Savio Brotherhood travels to Italy

By Rev. Tyler R. Tenbarge

Special to The Message

The pilgrims stand for a photo in front of the Basilica of St. Francis of Assisi in Assisi, Italy. Photos courtesy of Father Tyler Tenbarge

In October 2018, 14 teenage guys from several parishes around the diocese gathered at the then-newly-opened Father Deydier House of Discernment at St. Boniface Parish’s  Sacred Heart Church. Some of their dads stood around the edges of the dining room as the first three residents of the House of Discernment shared their stories of discipleship and of discernment. 

“Discipleship and discernment” would become the aim of this new brotherhood.

That Sunday evening was the first “Savio Night” hosted by the Diocese of Evansville Office of Vocations; and from that night onward, the patron saint of this brotherhood, St. Dominic Savio, has been drawing more young men to know Jesus Christ and to live the promises of St. Dominic Savio to pray, feast, befriend and sacrifice.

This past March, some of those original teenage guys visited their patron in Turin, Italy.

In order to qualify for the pilgrimage, each Savio guy had to have attended at least a dozen Savio events by July 2022. These included monthly gatherings at the House or in Jasper, Saturday morning fun-runs, Discernment Retreat weekends, etc. They also had to raise $4,150 to pay for the pilgrimage, $1,650 of which they could earn as scholarships through faith-formation activities like praying daily rosaries with other pilgrims before the trip; reading about the lives of Saints we would be visiting; reading Scripture; listening to discernment podcasts, etc.

Landon Kiesel and Eliott Church journal one evening at a chapel in Turin before Night Prayer.

After finishing up fundraising and earning their scholarships, and three in-person meetings for both formation and information, the guys were ready to depart.

Twenty-one high school juniors and seniors piled onto a bus March 23 at Sacred Heart. Bishop Joseph M. Siegel had come to offer his blessing, and many parents and siblings were there to wave goodbye. The boys were accompanied on the 10-day pilgrimage by Father Luke Hassler, pastor of St. Mary Parish in Ireland, and who assists with the growing Savio brotherhood in Dubois County; three former House residents; three Savio dads; and Father Tyler Tenbarge. After landing in Rome March 24, the pilgrims made their way from Rome to Assisi and to Florence before reaching their final destination in Turin, the city where St. Dominic Savio went to school and is buried. They returned home April 2 – Palm Sunday.

Capturing the beauty and power of the pilgrimage for any of the 29 who went to Italy is difficult, let alone to capture it for all of them. That said, there were some highlights.

Within hours of arriving in Rome, the group visited the Catacombs of St. Callixtus where they also had their first Mass together. The pilgrims started their time in Italy where the first Christians started the Church in Rome. 

Sunday morning offered an optional holy hour at the Vatican – which nearly every pilgrim elected to do – and the next hour of the morning was spent playing Ultimate Frisbee before a Papal Audience and blessing at Saint Peter’s Basilica. 

At Assisi, these 21 teenage boys lined up to visit the tomb of Blessed Carlo Acutis. Bl. Carlo, who died as a teenager, had his own devotion to St. Dominic Savio. Carlo is the first person on the road to Sainthood to be buried in jeans and tennis shoes. The boys could see, in this Blessed guy, their own potential for holiness.

As blessed as those other places were, Turin was the ultimate goal. 

Nearly 200 years ago, a priest named Don Bosco started reaching out to teenage guys around the city of Turin. He wanted to provide for them – materially and spiritually. His example and mission inspired the Savio brotherhood in our diocese. There, in Turin, the pilgrims visited the tombs of St. Dominic Savio and St. John Bosco; played sports in the piazza where Dominic and his friends would have played; and, on the final day, had a Mass in the same church where St. Dominic attended Mass daily with Fr. Bosco. 

As that final Mass came to a close, Father Luke and Father Tyler left the sanctuary. The Savio guys spontaneously prayed aloud the Promises of St. Dominic Savio, which many of them know by heart, before chanting together the Salve Regina. This tender, unexpected moment brought some of the adults to tears. 

As noted at the beginning of this story, some teenage boys gathered in Evansville in October 2018 to begin a brotherhood under the patronage of St. Dominic Savio. That brotherhood has grown to include more than 200 current and former Savio guys from more than half of the parishes in our diocese. On that last day of the pilgrimage this spring, the Lord Jesus Christ showed us the fruit of what He planted five years ago. 

These boys get it. They have learned who Saint Dominic Savio was, what he believed and how he lived. Now, today, they live their own discipleship and discernment as the patron would have; and for these 21, they do so inspired for having been to meet their model.

Father Tyler serves as Diocese of Evansville Director of Vocations, and House of Discernment Chaplain and Director.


PROBLEM TO SOLVE:
Copy the data precisely, keeping every character.

___

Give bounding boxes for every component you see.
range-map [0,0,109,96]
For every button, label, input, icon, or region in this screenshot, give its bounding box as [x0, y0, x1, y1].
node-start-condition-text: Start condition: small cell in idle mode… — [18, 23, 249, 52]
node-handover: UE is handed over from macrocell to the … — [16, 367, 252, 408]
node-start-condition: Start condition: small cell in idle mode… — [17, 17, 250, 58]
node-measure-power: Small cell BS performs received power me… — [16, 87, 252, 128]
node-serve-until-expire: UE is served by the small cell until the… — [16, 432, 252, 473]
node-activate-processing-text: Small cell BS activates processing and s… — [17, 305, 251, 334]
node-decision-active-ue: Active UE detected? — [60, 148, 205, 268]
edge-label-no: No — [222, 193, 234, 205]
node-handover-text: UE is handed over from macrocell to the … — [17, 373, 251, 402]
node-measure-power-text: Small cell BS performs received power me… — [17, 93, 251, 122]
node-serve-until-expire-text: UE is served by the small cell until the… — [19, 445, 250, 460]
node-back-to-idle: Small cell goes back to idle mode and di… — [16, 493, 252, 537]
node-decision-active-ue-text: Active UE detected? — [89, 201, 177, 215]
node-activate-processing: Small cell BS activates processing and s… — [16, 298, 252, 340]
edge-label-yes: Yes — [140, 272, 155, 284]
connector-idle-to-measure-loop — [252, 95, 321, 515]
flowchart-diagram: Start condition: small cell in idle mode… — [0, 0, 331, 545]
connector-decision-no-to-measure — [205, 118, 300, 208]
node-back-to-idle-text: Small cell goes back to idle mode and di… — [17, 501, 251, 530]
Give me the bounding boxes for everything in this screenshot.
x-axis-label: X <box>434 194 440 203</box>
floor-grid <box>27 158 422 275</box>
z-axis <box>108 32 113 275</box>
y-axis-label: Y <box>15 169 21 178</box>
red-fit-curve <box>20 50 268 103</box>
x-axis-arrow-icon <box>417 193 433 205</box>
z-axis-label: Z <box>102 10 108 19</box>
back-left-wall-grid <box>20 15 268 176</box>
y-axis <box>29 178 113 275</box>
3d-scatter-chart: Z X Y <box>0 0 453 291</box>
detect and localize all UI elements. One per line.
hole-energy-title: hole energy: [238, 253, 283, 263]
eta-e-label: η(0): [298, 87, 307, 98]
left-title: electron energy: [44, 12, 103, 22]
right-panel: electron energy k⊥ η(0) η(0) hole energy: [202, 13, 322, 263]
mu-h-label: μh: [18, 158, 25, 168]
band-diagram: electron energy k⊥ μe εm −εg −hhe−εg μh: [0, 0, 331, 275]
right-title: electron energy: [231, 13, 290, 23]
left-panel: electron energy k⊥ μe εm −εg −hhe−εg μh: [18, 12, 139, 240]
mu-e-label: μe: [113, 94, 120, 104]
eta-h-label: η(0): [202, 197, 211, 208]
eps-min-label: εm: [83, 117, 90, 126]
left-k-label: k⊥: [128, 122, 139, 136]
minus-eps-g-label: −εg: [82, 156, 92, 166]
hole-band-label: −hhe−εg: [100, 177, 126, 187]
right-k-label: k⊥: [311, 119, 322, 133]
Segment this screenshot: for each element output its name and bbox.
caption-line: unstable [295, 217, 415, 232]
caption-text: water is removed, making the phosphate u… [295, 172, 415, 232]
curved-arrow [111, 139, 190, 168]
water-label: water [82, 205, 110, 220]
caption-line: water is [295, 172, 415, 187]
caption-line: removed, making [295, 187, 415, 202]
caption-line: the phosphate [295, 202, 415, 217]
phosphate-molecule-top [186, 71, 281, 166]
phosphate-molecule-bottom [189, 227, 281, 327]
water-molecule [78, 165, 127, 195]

___

YOUR RESPONSE:
Give bounding boxes for every component you see.
range-map [0,0,109,96]
For every button, label, input, icon, or region in this screenshot, give its bounding box as [x0, y0, x1, y1].
node-start-condition-text: Start condition: small cell in idle mode… — [18, 23, 249, 52]
node-handover: UE is handed over from macrocell to the … — [16, 367, 252, 408]
node-start-condition: Start condition: small cell in idle mode… — [17, 17, 250, 58]
node-measure-power: Small cell BS performs received power me… — [16, 87, 252, 128]
node-serve-until-expire: UE is served by the small cell until the… — [16, 432, 252, 473]
node-activate-processing-text: Small cell BS activates processing and s… — [17, 305, 251, 334]
node-decision-active-ue: Active UE detected? — [60, 148, 205, 268]
edge-label-no: No — [222, 193, 234, 205]
node-handover-text: UE is handed over from macrocell to the … — [17, 373, 251, 402]
node-measure-power-text: Small cell BS performs received power me… — [17, 93, 251, 122]
node-serve-until-expire-text: UE is served by the small cell until the… — [19, 445, 250, 460]
node-back-to-idle: Small cell goes back to idle mode and di… — [16, 493, 252, 537]
node-decision-active-ue-text: Active UE detected? — [89, 201, 177, 215]
node-activate-processing: Small cell BS activates processing and s… — [16, 298, 252, 340]
edge-label-yes: Yes — [140, 272, 155, 284]
connector-idle-to-measure-loop — [252, 95, 321, 515]
flowchart-diagram: Start condition: small cell in idle mode… — [0, 0, 331, 545]
connector-decision-no-to-measure — [205, 118, 300, 208]
node-back-to-idle-text: Small cell goes back to idle mode and di… — [17, 501, 251, 530]
Give me the bounding boxes for everything in this screenshot.
x-axis-label: X <box>434 194 440 203</box>
floor-grid <box>27 158 422 275</box>
z-axis <box>108 32 113 275</box>
y-axis-label: Y <box>15 169 21 178</box>
red-fit-curve <box>20 50 268 103</box>
x-axis-arrow-icon <box>417 193 433 205</box>
z-axis-label: Z <box>102 10 108 19</box>
back-left-wall-grid <box>20 15 268 176</box>
y-axis <box>29 178 113 275</box>
3d-scatter-chart: Z X Y <box>0 0 453 291</box>
detect and localize all UI elements. One per line.
hole-energy-title: hole energy: [238, 253, 283, 263]
eta-e-label: η(0): [298, 87, 307, 98]
left-title: electron energy: [44, 12, 103, 22]
right-panel: electron energy k⊥ η(0) η(0) hole energy: [202, 13, 322, 263]
mu-h-label: μh: [18, 158, 25, 168]
band-diagram: electron energy k⊥ μe εm −εg −hhe−εg μh: [0, 0, 331, 275]
right-title: electron energy: [231, 13, 290, 23]
left-panel: electron energy k⊥ μe εm −εg −hhe−εg μh: [18, 12, 139, 240]
mu-e-label: μe: [113, 94, 120, 104]
eta-h-label: η(0): [202, 197, 211, 208]
eps-min-label: εm: [83, 117, 90, 126]
left-k-label: k⊥: [128, 122, 139, 136]
minus-eps-g-label: −εg: [82, 156, 92, 166]
hole-band-label: −hhe−εg: [100, 177, 126, 187]
right-k-label: k⊥: [311, 119, 322, 133]
Segment this screenshot: for each element output its name and bbox.
caption-line: unstable [295, 217, 415, 232]
caption-text: water is removed, making the phosphate u… [295, 172, 415, 232]
curved-arrow [111, 139, 190, 168]
water-label: water [82, 205, 110, 220]
caption-line: water is [295, 172, 415, 187]
caption-line: removed, making [295, 187, 415, 202]
caption-line: the phosphate [295, 202, 415, 217]
phosphate-molecule-top [186, 71, 281, 166]
phosphate-molecule-bottom [189, 227, 281, 327]
water-molecule [78, 165, 127, 195]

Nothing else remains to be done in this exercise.